Medical Ethicists on Fertility Treatment

The other day I mentioned the case of Adriana Iliescu who gave birth to a baby girl at the age of 66. One of my personal pet peeves are medical ethicists who condemn this, and none is worse than medical ethicist megastar Arthur Caplan.

Caplan condemned Iliescu giving birth saying,

“. . . [reproductive decisions] are too driven by the desires of couples and not enough by the interests of children.”

. . .

Caplan called it [Iliescu giving birth] “completely unethical and immoral,” noting that average life expectancy for Romanian women is 73 years. The fact she is single makes it worse because it raises the odds the child would have no one to care for her if the mother dies, he said.

Now the reason I can’t stand ethicists like Caplan is that they apply moral principles in dealing with medical issues that we would never tolerate in other areas.

As I mentioned in my previous post on this issue, the claim that reproductive decisions are driven by selfish interests of parents is silly — almost all children who are intentionally conceived are done for the selfish interests of parents. I doubt there are many women who sit down with counselors and go into detail about all the advantages and disadvantages of having children and decide whether or not it truly makes sense from a purely altruistic point of view. We have children in large measure to fulfill the overwhelming biological drive to do so and the emotional fulfillment that being a parent brings.

So why should we then complain that people seeking fertility treatment are just like the rest of us? Why should they be held to some ridiculous altruistic standard?

The complaint about Iliescu’s age and unmarried status also could broadly apply to large numbers of women who regularly have children (in fact in some countries providing fertility treatment to single women of any age is very controversial and in some areas banned).

There is nothing at all objectionable about Iliescu’s decision to have a child, even at 66. Caplan simply repackages a noxious disrespect for the reproductive rights of individuals and repackages it as “medical ethics.”

Source:

Study finds wide range of ethics at fertility clinics. Marilynn Marchione, Associated Press, January 25, 2005.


Task prompt =>
Among the entries below, find each line with "into" and show it.

Exercise data =>
________________________
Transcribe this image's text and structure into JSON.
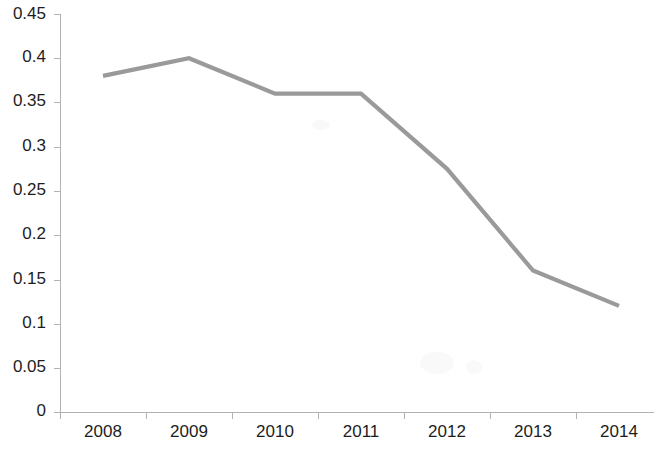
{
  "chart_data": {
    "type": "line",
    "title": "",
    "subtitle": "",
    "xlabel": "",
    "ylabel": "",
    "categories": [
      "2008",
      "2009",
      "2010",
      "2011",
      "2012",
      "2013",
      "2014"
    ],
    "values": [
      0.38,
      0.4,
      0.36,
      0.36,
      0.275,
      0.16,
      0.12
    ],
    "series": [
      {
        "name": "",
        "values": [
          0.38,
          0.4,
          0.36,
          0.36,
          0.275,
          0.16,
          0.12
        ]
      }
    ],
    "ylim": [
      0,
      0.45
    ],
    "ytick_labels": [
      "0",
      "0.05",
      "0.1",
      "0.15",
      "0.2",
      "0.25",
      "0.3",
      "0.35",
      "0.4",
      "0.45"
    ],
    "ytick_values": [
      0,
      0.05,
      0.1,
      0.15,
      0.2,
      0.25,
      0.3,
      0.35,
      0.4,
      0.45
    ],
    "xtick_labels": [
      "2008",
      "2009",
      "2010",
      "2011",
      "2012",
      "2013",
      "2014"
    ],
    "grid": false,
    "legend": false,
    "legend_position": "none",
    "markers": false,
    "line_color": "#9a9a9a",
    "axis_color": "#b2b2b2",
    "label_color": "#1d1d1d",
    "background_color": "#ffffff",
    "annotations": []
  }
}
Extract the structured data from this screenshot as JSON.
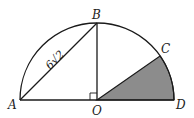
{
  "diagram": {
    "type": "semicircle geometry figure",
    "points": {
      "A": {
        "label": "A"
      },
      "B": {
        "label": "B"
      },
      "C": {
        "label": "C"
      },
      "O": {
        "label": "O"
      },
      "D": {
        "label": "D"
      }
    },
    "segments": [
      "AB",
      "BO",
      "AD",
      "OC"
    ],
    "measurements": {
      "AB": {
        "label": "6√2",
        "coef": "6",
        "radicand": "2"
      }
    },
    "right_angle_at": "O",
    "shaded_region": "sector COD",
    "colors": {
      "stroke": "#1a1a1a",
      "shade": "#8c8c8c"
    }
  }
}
________________________
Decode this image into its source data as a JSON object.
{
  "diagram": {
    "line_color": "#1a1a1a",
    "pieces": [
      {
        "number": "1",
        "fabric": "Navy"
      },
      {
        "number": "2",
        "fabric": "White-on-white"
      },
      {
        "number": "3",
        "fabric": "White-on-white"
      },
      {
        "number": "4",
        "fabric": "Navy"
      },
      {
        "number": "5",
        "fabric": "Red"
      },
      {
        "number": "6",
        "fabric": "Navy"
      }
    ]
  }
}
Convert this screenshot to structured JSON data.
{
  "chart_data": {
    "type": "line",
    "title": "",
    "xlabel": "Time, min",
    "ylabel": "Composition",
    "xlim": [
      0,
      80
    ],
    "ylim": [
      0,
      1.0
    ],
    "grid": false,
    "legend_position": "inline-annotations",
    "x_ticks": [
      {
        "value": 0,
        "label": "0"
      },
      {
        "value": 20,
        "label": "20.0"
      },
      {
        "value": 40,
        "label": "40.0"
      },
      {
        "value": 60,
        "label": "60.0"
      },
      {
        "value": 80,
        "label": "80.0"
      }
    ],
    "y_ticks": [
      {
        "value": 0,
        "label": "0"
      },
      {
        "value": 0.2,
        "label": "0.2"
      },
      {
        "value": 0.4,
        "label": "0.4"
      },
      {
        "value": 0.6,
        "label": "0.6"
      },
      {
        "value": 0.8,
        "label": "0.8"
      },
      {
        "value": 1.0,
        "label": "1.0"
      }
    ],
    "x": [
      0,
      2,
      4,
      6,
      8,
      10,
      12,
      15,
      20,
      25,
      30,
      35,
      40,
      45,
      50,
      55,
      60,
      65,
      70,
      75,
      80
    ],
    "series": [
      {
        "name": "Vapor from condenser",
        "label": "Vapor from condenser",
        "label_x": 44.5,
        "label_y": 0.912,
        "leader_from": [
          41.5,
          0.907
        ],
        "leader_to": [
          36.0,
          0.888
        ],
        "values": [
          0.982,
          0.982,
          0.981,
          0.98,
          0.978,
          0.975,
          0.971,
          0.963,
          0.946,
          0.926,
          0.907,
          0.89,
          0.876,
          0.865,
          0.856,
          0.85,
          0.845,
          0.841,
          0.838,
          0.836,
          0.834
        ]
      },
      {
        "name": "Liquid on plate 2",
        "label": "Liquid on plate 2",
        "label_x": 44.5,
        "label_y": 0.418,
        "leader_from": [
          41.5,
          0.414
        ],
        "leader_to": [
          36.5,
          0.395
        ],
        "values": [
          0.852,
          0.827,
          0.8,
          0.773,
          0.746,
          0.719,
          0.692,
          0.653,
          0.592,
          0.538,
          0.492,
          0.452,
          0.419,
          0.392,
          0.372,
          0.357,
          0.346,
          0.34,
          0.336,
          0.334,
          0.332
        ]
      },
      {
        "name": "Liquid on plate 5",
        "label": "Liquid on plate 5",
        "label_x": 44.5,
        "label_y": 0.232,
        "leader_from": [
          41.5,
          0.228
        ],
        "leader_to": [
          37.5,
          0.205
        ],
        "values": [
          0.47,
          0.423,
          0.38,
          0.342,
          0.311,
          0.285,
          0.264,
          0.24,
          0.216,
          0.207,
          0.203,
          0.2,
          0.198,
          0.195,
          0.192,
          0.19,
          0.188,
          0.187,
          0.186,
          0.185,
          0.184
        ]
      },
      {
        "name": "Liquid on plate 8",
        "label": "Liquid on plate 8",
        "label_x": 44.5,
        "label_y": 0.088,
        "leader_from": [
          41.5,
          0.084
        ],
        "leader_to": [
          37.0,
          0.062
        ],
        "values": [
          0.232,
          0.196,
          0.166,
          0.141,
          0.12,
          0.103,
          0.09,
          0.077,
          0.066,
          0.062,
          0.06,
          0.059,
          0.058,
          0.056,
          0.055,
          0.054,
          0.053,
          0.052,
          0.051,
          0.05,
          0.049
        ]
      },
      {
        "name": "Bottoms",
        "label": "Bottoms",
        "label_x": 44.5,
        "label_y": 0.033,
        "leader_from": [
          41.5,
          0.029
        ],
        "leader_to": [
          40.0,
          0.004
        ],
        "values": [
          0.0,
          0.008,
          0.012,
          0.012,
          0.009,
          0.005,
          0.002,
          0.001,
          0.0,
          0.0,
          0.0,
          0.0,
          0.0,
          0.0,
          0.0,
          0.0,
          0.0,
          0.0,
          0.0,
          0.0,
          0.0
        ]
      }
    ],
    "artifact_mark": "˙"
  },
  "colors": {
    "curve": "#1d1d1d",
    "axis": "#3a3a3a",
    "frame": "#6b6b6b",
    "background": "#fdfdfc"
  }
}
________________________
Task output =>
Transcribe this image's text and structure into JSON.
Decode this image into its source data as a JSON object.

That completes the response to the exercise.